Robert Epstein, The Independent, 3rd October 2010

Spoof doc with the now washed-up telly fashion mavens, following them as they try to resuscitate their flagging career. Talking heads with Lulu, Jake Shears and Dr Fox add authenticity. Ditched by their agent ("When I first met them, they were Susannah and Trinny . . .") and out of TV offers, the pair start to peck at each other like irritable vultures. Their acting talent is genuinely surprising and they have superb support from Katy Wix as long-suffering assistant Gemma and Nicholas Burns as ex-agent Leonard. In terms of personality, this is how to look good figuratively naked.

The Guardian, 30th September 2010

Putting the boob-grabbing former queens of TV on Curb-style mockumentary seems as godawful an idea as Monkey Tennis or Robson Green's Extreme Fishing (which actually happened).

Yet this bizarre, sometimes hilarious show works unexpectedly well, with the pair squabbling and squawking, bemoaning Gok Wan's popularity and plumbing the depths of celebrity endorsement.

Once the high priestesses of makeover TV and initially watchable despite their 'tell-it-like-it-is' rudeness, we find Trinny Woodall and Susannah Constantine attempting to recapture former glories in From Boom to Bust (see what they did there with the title?)
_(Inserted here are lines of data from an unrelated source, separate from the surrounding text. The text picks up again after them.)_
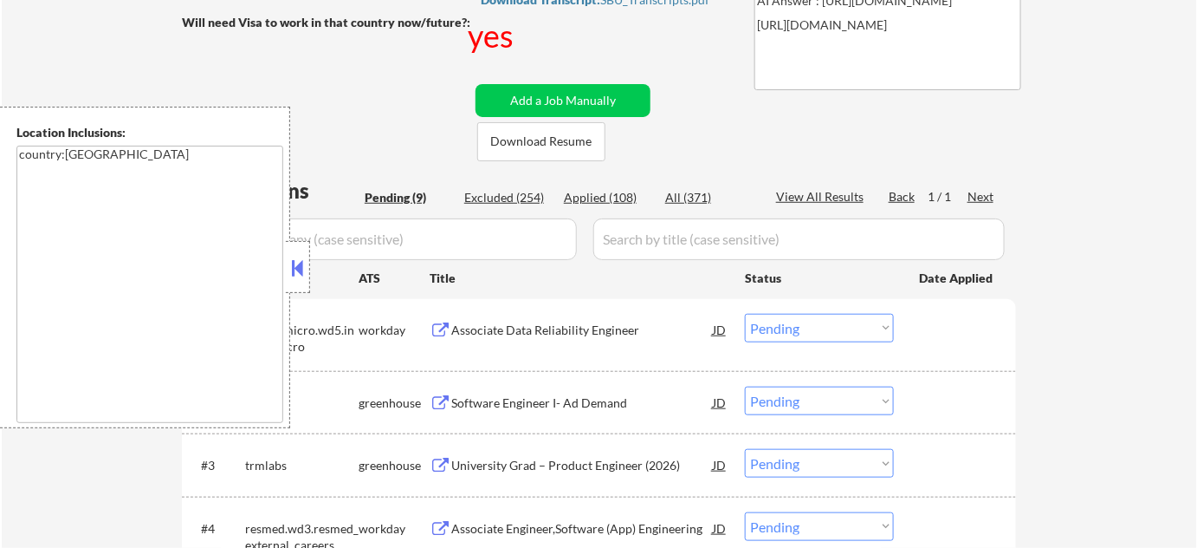 This screenshot has width=1197, height=548. What do you see at coordinates (382, 239) in the screenshot?
I see `input: Search by company (case sensitive)` at bounding box center [382, 239].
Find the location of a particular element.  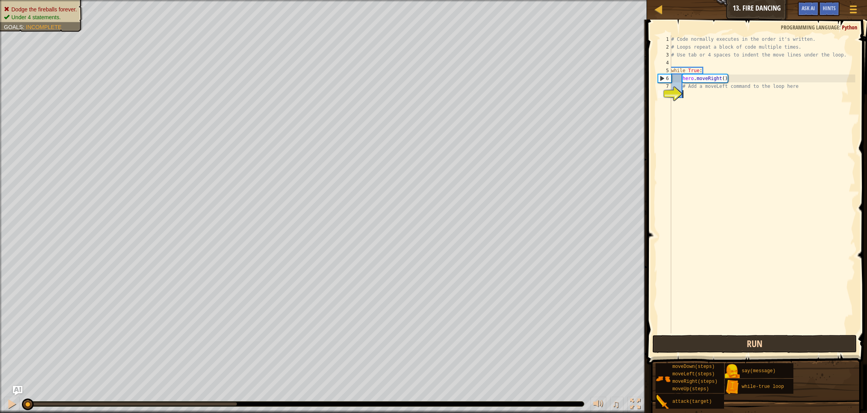

button: Show game menu is located at coordinates (854, 11).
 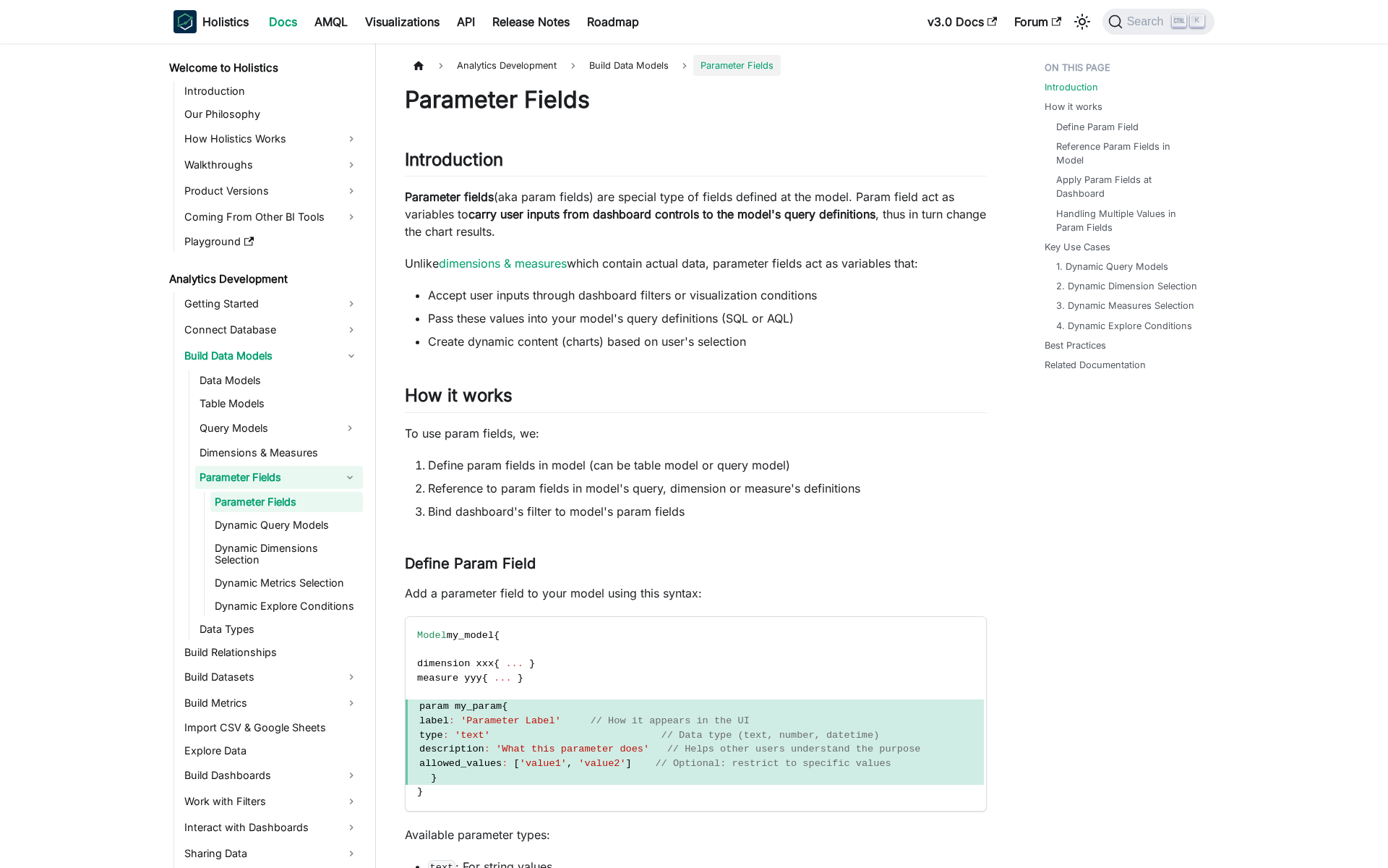 What do you see at coordinates (271, 750) in the screenshot?
I see `a: Explore Data` at bounding box center [271, 750].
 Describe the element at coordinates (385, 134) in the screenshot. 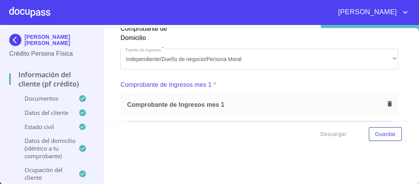

I see `button: Guardar` at that location.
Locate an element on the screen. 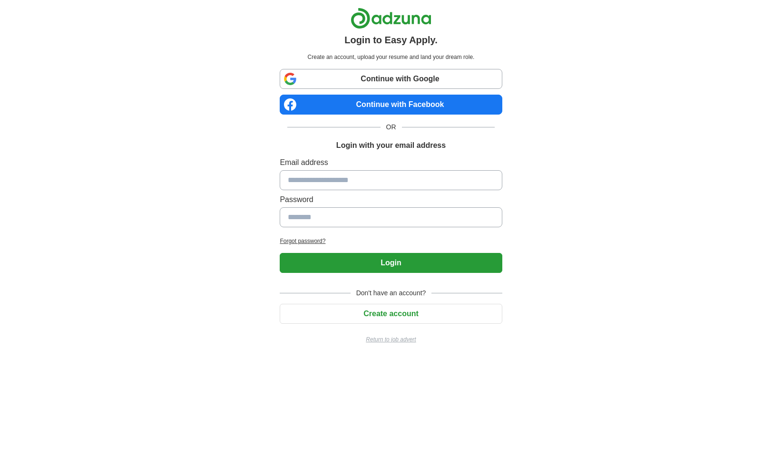  p: Return to job advert is located at coordinates (390, 339).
In Thursday's opener, the fashionistas gunned for a return to the limelight in the shape of a Cillit Bang ad only for their decline on the celebrity stock market to torpedo the deal and lose the duo their longstanding agent.

Rent-a-celebs such as Lulu and Dr Fox popped up as talking heads and familiar comedians including Katy Wix (Not Going Out) and Nicholas Burns (Nathan Barley) portrayed Trinny and Susannah's long-suffering staff.

At an hour, it was a little too long to sustain the joke but with teetotal Trin and Chardonnay-quaffing Suze impressively game for self-parody, it might be the vehicle they need to knock Gok off the makeover perch.